Chimpanzees are considered the closest animal to man. They are in the Hominidae family but are classified as a different genus and species. So the common chimpanzee is the pan troglodytes, a bit harder to remember than the scientific name of the gorilla which is gorilla gorilla. The so-called pygmy chimpanzee - the bonobo - is pan paniscus.
It had long been recognized that we share at least 98 % of the same genes as chimps, and some zoologists say that's good enough for chimps to be in our genus. In fact, in 1775, the year of the Battles of Lexington and Concord, chimps were originally classified as homo. But the anti-chimpanzee crowd got the upper hand, and our simian cousins were banished to their own genus about 40 years later.
Then in 2003 it was reported in the Proceedings of the Natural Academy of Sciences there was 99.4 % nonsynonymous DNA identity between humans and chimpanzees. Also the genetics permits calculation of the evolutionary clock, and it seems that chimps and man separated perhaps as recently as 4 million hears ago - only shortly before the australopithecines emerged in Africa. Since other species with even more distant divergences and less common genetic connections are of the same genus, the case for man and chimpanzees to be lumped together is stronger than ever.
We understand the chimpanzees are deeply insulted and vigorously opposed.
"Implications of natural selection in shaping 99.4% nonsynonymous DNA identity between humans and chimpanzees: Enlarging genus Homo", Derek E. Wildman, Monica Uddin, Guozhen Liu, Lawrence I. Grossman, and Morris Goodman, Proceedings of the National Academy of Sciences, 100 (12), pp. 7181-7188 (2003)
"DNA study supports call to reclassify chimpanzees," Ian Sample, the Guardian, January 23, 2006.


Prompt :: Using the string "into" as the key, pull each matching line out of the records below.

Dataset entries on figures
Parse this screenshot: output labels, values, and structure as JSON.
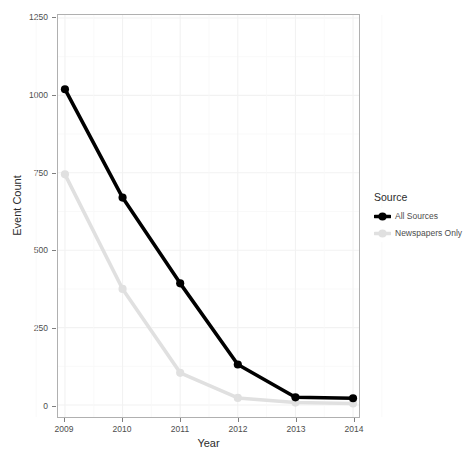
{
  "chart_data": {
    "type": "line",
    "title": "",
    "xlabel": "Year",
    "ylabel": "Event Count",
    "categories": [
      "2009",
      "2010",
      "2011",
      "2012",
      "2013",
      "2014"
    ],
    "x": [
      2009,
      2010,
      2011,
      2012,
      2013,
      2014
    ],
    "xlim": [
      2008.75,
      2014.25
    ],
    "ylim": [
      0,
      1250
    ],
    "yticks": [
      0,
      250,
      500,
      750,
      1000,
      1250
    ],
    "ytick_labels": [
      "0",
      "250",
      "500",
      "750",
      "1000",
      "1250"
    ],
    "xtick_labels": [
      "2009",
      "2010",
      "2011",
      "2012",
      "2013",
      "2014"
    ],
    "grid": true,
    "legend_position": "right",
    "legend_title": "Source",
    "series": [
      {
        "name": "All Sources",
        "color": "#000000",
        "values": [
          1020,
          670,
          393,
          131,
          25,
          22
        ]
      },
      {
        "name": "Newspapers Only",
        "color": "#e0e0e0",
        "values": [
          745,
          375,
          104,
          23,
          8,
          5
        ]
      }
    ]
  },
  "axes": {
    "x_title": "Year",
    "y_title": "Event Count"
  },
  "legend": {
    "title": "Source",
    "items": [
      {
        "label": "All Sources",
        "color": "#000000"
      },
      {
        "label": "Newspapers Only",
        "color": "#e0e0e0"
      }
    ]
  },
  "colors": {
    "panel_background": "#ffffff",
    "panel_border": "#b0b0b0",
    "gridline_major": "#f2f2f2",
    "gridline_minor": "#f8f8f8",
    "tick_mark": "#7f7f7f",
    "text": "#4d4d4d",
    "title_text": "#2b2b2b"
  }
}
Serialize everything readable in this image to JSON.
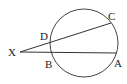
{
  "diagram": {
    "type": "circle-secants",
    "stroke_color": "#333333",
    "circle": {
      "cx": 84,
      "cy": 43,
      "r": 34
    },
    "external_point": {
      "label": "X",
      "x": 20,
      "y": 52
    },
    "secants": [
      {
        "from": "X",
        "near_point": "D",
        "far_point": "C"
      },
      {
        "from": "X",
        "near_point": "B",
        "far_point": "A"
      }
    ],
    "points": {
      "X": {
        "label": "X",
        "x": 20,
        "y": 52
      },
      "D": {
        "label": "D",
        "x": 51,
        "y": 43
      },
      "C": {
        "label": "C",
        "x": 111,
        "y": 23
      },
      "B": {
        "label": "B",
        "x": 51,
        "y": 52
      },
      "A": {
        "label": "A",
        "x": 117,
        "y": 53
      }
    }
  }
}
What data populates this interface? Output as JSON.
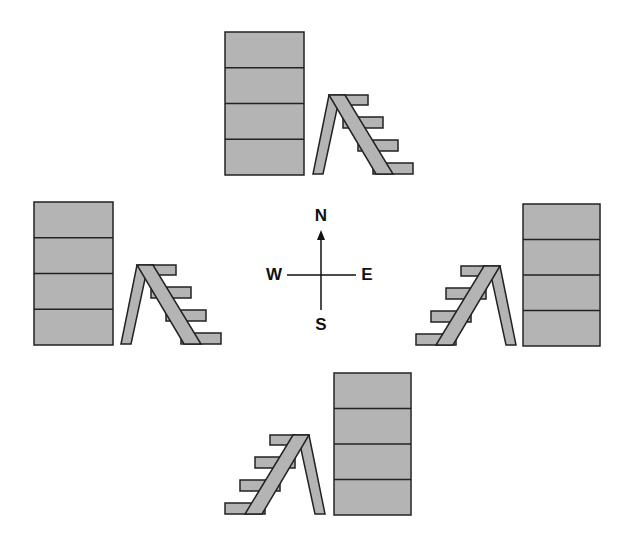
{
  "diagram": {
    "type": "compass-layout",
    "colors": {
      "fill": "#b4b4b4",
      "stroke": "#222222",
      "background": "#ffffff"
    },
    "compass": {
      "center": [
        321,
        275
      ],
      "labels": {
        "north": "N",
        "south": "S",
        "east": "E",
        "west": "W"
      }
    },
    "groups": [
      {
        "id": "north",
        "box": {
          "x": 225,
          "y": 32,
          "w": 79,
          "h": 143,
          "sections": 4
        },
        "stair": {
          "x": 313,
          "y": 95,
          "mirror": false
        }
      },
      {
        "id": "west",
        "box": {
          "x": 34,
          "y": 202,
          "w": 79,
          "h": 142,
          "sections": 4
        },
        "stair": {
          "x": 121,
          "y": 265,
          "mirror": false
        }
      },
      {
        "id": "east",
        "box": {
          "x": 524,
          "y": 204,
          "w": 77,
          "h": 142,
          "sections": 4
        },
        "stair": {
          "x": 416,
          "y": 266,
          "mirror": true
        }
      },
      {
        "id": "south",
        "box": {
          "x": 334,
          "y": 373,
          "w": 77,
          "h": 142,
          "sections": 4
        },
        "stair": {
          "x": 225,
          "y": 435,
          "mirror": true
        }
      }
    ]
  }
}
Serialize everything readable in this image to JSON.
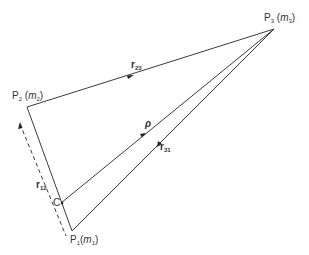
{
  "diagram": {
    "type": "three-body geometry",
    "colors": {
      "line": "#3a3a3a",
      "text": "#333333",
      "background": "#ffffff"
    },
    "points": {
      "P1": {
        "name": "P",
        "sub": "1",
        "mass": "m",
        "mass_sub": "1"
      },
      "P2": {
        "name": "P",
        "sub": "2",
        "mass": "m",
        "mass_sub": "2"
      },
      "P3": {
        "name": "P",
        "sub": "3",
        "mass": "m",
        "mass_sub": "3"
      },
      "C": {
        "name": "C"
      }
    },
    "vectors": {
      "r23": {
        "name": "r",
        "sub": "23"
      },
      "r31": {
        "name": "r",
        "sub": "31"
      },
      "r12": {
        "name": "r",
        "sub": "12"
      },
      "rho": {
        "name": "ρ"
      }
    }
  }
}
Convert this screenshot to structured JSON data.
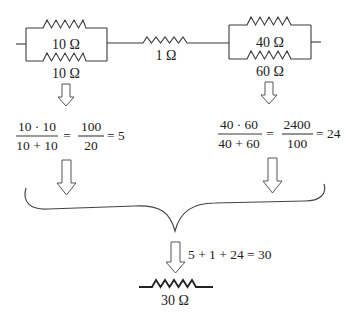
{
  "circuit": {
    "left_parallel": {
      "top_resistor_label": "10 Ω",
      "bottom_resistor_label": "10 Ω"
    },
    "series_resistor_label": "1 Ω",
    "right_parallel": {
      "top_resistor_label": "40 Ω",
      "bottom_resistor_label": "60 Ω"
    }
  },
  "calculations": {
    "left": {
      "numerator": "10 · 10",
      "denominator": "10 + 10",
      "equals_1": "=",
      "result_numerator": "100",
      "result_denominator": "20",
      "equals_2": "= 5"
    },
    "right": {
      "numerator": "40 · 60",
      "denominator": "40 + 60",
      "equals_1": "=",
      "result_numerator": "2400",
      "result_denominator": "100",
      "equals_2": "= 24"
    }
  },
  "total": {
    "sum_equation": "5 + 1 + 24 = 30",
    "equivalent_resistor_label": "30 Ω"
  },
  "colors": {
    "line": "#3a3a3a",
    "text": "#222222",
    "background": "#ffffff"
  }
}
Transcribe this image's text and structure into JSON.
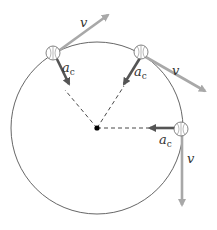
{
  "diagram": {
    "colors": {
      "circle": "#555555",
      "velocity": "#a8a8a8",
      "acceleration": "#555555",
      "radius_dash": "#333333",
      "center": "#000000"
    },
    "labels": {
      "velocity": "v",
      "acceleration_main": "a",
      "acceleration_sub": "c"
    },
    "positions": [
      {
        "name": "upper-left",
        "velocity_label": "v",
        "acceleration_label": "a",
        "acceleration_sub": "c"
      },
      {
        "name": "upper-right",
        "velocity_label": "v",
        "acceleration_label": "a",
        "acceleration_sub": "c"
      },
      {
        "name": "right",
        "velocity_label": "v",
        "acceleration_label": "a",
        "acceleration_sub": "c"
      }
    ]
  }
}
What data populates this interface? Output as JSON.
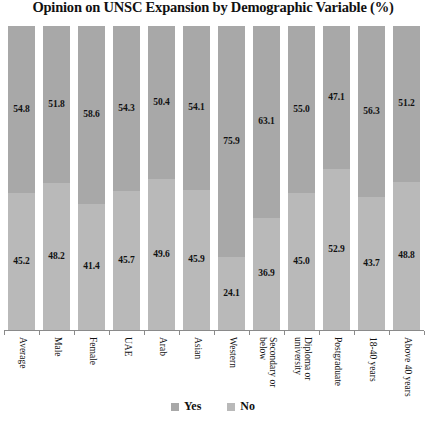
{
  "chart_data": {
    "type": "bar",
    "subtype": "100% stacked column",
    "title": "Opinion on UNSC Expansion by Demographic Variable (%)",
    "xlabel": "",
    "ylabel": "",
    "ylim": [
      0,
      100
    ],
    "grid": false,
    "legend_position": "bottom",
    "categories": [
      "Average",
      "Male",
      "Female",
      "UAE",
      "Arab",
      "Asian",
      "Western",
      "Secondary or below",
      "Diploma or university",
      "Postgraduate",
      "18-40 years",
      "Above 40 years"
    ],
    "category_lines": [
      [
        "Average"
      ],
      [
        "Male"
      ],
      [
        "Female"
      ],
      [
        "UAE"
      ],
      [
        "Arab"
      ],
      [
        "Asian"
      ],
      [
        "Western"
      ],
      [
        "Secondary or",
        "below"
      ],
      [
        "Diploma or",
        "university"
      ],
      [
        "Postgraduate"
      ],
      [
        "18-40 years"
      ],
      [
        "Above 40 years"
      ]
    ],
    "series": [
      {
        "name": "Yes",
        "color": "#a8a8a8",
        "values": [
          54.8,
          51.8,
          58.6,
          54.3,
          50.4,
          54.1,
          75.9,
          63.1,
          55.0,
          47.1,
          56.3,
          51.2
        ],
        "labels": [
          "54.8",
          "51.8",
          "58.6",
          "54.3",
          "50.4",
          "54.1",
          "75.9",
          "63.1",
          "55.0",
          "47.1",
          "56.3",
          "51.2"
        ]
      },
      {
        "name": "No",
        "color": "#b9b9b9",
        "values": [
          45.2,
          48.2,
          41.4,
          45.7,
          49.6,
          45.9,
          24.1,
          36.9,
          45.0,
          52.9,
          43.7,
          48.8
        ],
        "labels": [
          "45.2",
          "48.2",
          "41.4",
          "45.7",
          "49.6",
          "45.9",
          "24.1",
          "36.9",
          "45.0",
          "52.9",
          "43.7",
          "48.8"
        ]
      }
    ]
  },
  "legend": {
    "items": [
      {
        "label": "Yes",
        "color": "#a8a8a8"
      },
      {
        "label": "No",
        "color": "#b9b9b9"
      }
    ]
  }
}
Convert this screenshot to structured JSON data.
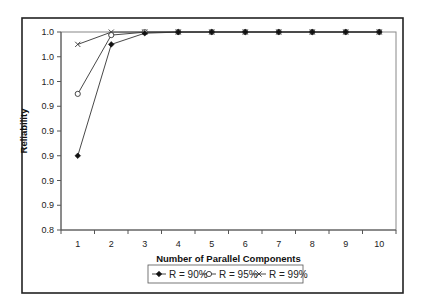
{
  "chart_data": {
    "type": "line",
    "title": "",
    "xlabel": "Number of Parallel Components",
    "ylabel": "Reliability",
    "categories": [
      "1",
      "2",
      "3",
      "4",
      "5",
      "6",
      "7",
      "8",
      "9",
      "10"
    ],
    "ylim": [
      0.84,
      1.0
    ],
    "yticks": [
      0.84,
      0.86,
      0.88,
      0.9,
      0.92,
      0.94,
      0.96,
      0.98,
      1.0
    ],
    "ytick_labels": [
      "0.8",
      "0.9",
      "0.9",
      "0.9",
      "0.9",
      "0.9",
      "1.0",
      "1.0",
      "1.0"
    ],
    "grid": false,
    "legend_position": "bottom",
    "series": [
      {
        "name": "R = 90%",
        "marker": "diamond-filled",
        "values": [
          0.9,
          0.99,
          0.999,
          0.9999,
          0.99999,
          1.0,
          1.0,
          1.0,
          1.0,
          1.0
        ]
      },
      {
        "name": "R = 95%",
        "marker": "circle-open",
        "values": [
          0.95,
          0.9975,
          0.999875,
          0.99999,
          1.0,
          1.0,
          1.0,
          1.0,
          1.0,
          1.0
        ]
      },
      {
        "name": "R = 99%",
        "marker": "x",
        "values": [
          0.99,
          0.9999,
          0.999999,
          1.0,
          1.0,
          1.0,
          1.0,
          1.0,
          1.0,
          1.0
        ]
      }
    ]
  },
  "colors": {
    "line": "#333333",
    "frame": "#222222",
    "axis": "#777777"
  }
}
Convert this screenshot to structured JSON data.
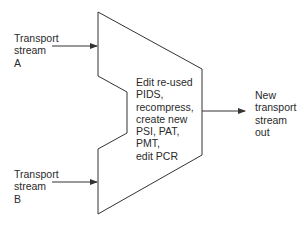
{
  "diagram": {
    "inputs": [
      {
        "id": "A",
        "lines": [
          "Transport",
          "stream",
          "A"
        ]
      },
      {
        "id": "B",
        "lines": [
          "Transport",
          "stream",
          "B"
        ]
      }
    ],
    "process": {
      "lines": [
        "Edit re-used",
        "PIDS,",
        "recompress,",
        "create new",
        "PSI, PAT,",
        "PMT,",
        "edit PCR"
      ]
    },
    "output": {
      "lines": [
        "New",
        "transport",
        "stream",
        "out"
      ]
    },
    "colors": {
      "stroke": "#333333",
      "text": "#2a2a2a",
      "background": "#ffffff"
    }
  }
}
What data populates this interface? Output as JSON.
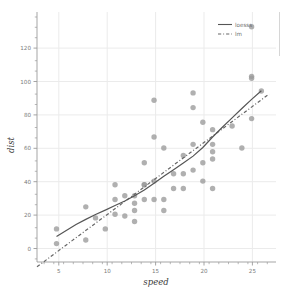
{
  "chart_data": {
    "type": "scatter",
    "title": "",
    "xlabel": "speed",
    "ylabel": "dist",
    "xlim": [
      2,
      26.5
    ],
    "ylim": [
      -8,
      128
    ],
    "xticks": [
      5,
      10,
      15,
      20,
      25
    ],
    "yticks": [
      0,
      20,
      40,
      60,
      80,
      100,
      120
    ],
    "grid": true,
    "legend_position": "top-right",
    "point_color": "#9a9a9a",
    "loess_color": "#555555",
    "lm_color": "#666666",
    "grid_color": "#ebebeb",
    "axis_color": "#9b9b9b",
    "background": "#ffffff",
    "legend": [
      {
        "label": "loesss",
        "style": "solid"
      },
      {
        "label": "lm",
        "style": "dashed"
      }
    ],
    "x": [
      4,
      4,
      7,
      7,
      8,
      9,
      10,
      10,
      10,
      11,
      11,
      12,
      12,
      12,
      12,
      13,
      13,
      13,
      13,
      14,
      14,
      14,
      14,
      15,
      15,
      15,
      16,
      16,
      17,
      17,
      17,
      18,
      18,
      18,
      18,
      19,
      19,
      19,
      20,
      20,
      20,
      20,
      20,
      22,
      23,
      24,
      24,
      24,
      24,
      25
    ],
    "y": [
      2,
      10,
      4,
      22,
      16,
      10,
      18,
      26,
      34,
      17,
      28,
      14,
      20,
      24,
      28,
      26,
      34,
      34,
      46,
      26,
      36,
      60,
      80,
      20,
      26,
      54,
      32,
      40,
      32,
      40,
      50,
      42,
      56,
      76,
      84,
      36,
      46,
      68,
      32,
      48,
      52,
      56,
      64,
      66,
      54,
      70,
      92,
      93,
      120,
      85
    ],
    "series": [
      {
        "name": "loesss",
        "style": "solid",
        "x": [
          4,
          5,
          6,
          7,
          8,
          9,
          10,
          11,
          12,
          13,
          14,
          15,
          16,
          17,
          18,
          19,
          20,
          21,
          22,
          23,
          24,
          25
        ],
        "y": [
          5.9,
          9.1,
          12.4,
          15.2,
          17.8,
          20.2,
          22.7,
          25.2,
          28.0,
          31.2,
          34.8,
          38.6,
          42.2,
          45.8,
          49.6,
          54.3,
          60.0,
          65.3,
          70.4,
          75.5,
          80.5,
          85.2
        ]
      },
      {
        "name": "lm",
        "style": "dashed",
        "x": [
          2,
          25.8
        ],
        "y": [
          -10.6,
          83.4
        ]
      }
    ]
  },
  "caption": {
    "text": ""
  }
}
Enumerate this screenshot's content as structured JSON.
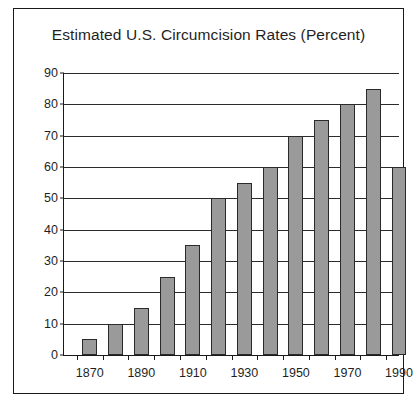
{
  "chart_data": {
    "type": "bar",
    "title": "Estimated U.S. Circumcision Rates (Percent)",
    "xlabel": "",
    "ylabel": "",
    "categories": [
      "1870",
      "1880",
      "1890",
      "1900",
      "1910",
      "1920",
      "1930",
      "1940",
      "1950",
      "1960",
      "1970",
      "1980",
      "1990"
    ],
    "values": [
      5,
      10,
      15,
      25,
      35,
      50,
      55,
      60,
      70,
      75,
      80,
      85,
      60
    ],
    "ylim": [
      0,
      90
    ],
    "ytick_values": [
      0,
      10,
      20,
      30,
      40,
      50,
      60,
      70,
      80,
      90
    ],
    "ytick_labels": [
      "0",
      "10",
      "20",
      "30",
      "40",
      "50",
      "60",
      "70",
      "80",
      "90"
    ],
    "xtick_labels": [
      "1870",
      "1890",
      "1910",
      "1930",
      "1950",
      "1970",
      "1990"
    ],
    "xtick_label_values": [
      1870,
      1890,
      1910,
      1930,
      1950,
      1970,
      1990
    ],
    "xtick_mark_values": [
      1870,
      1880,
      1890,
      1900,
      1910,
      1920,
      1930,
      1940,
      1950,
      1960,
      1970,
      1980,
      1990
    ],
    "xlim": [
      1865,
      1995
    ],
    "grid": true,
    "legend": false,
    "bar_color": "#9a9a9a",
    "bar_edge_color": "#2a2a2a",
    "axis_color": "#1a1a1a",
    "background_color": "#ffffff"
  }
}
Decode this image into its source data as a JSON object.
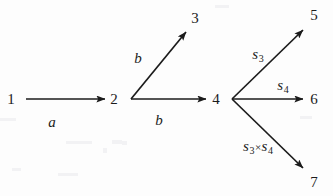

Exercise response ::
Transcribe this image's text and structure into JSON.
Decode this image into its source data as a JSON object.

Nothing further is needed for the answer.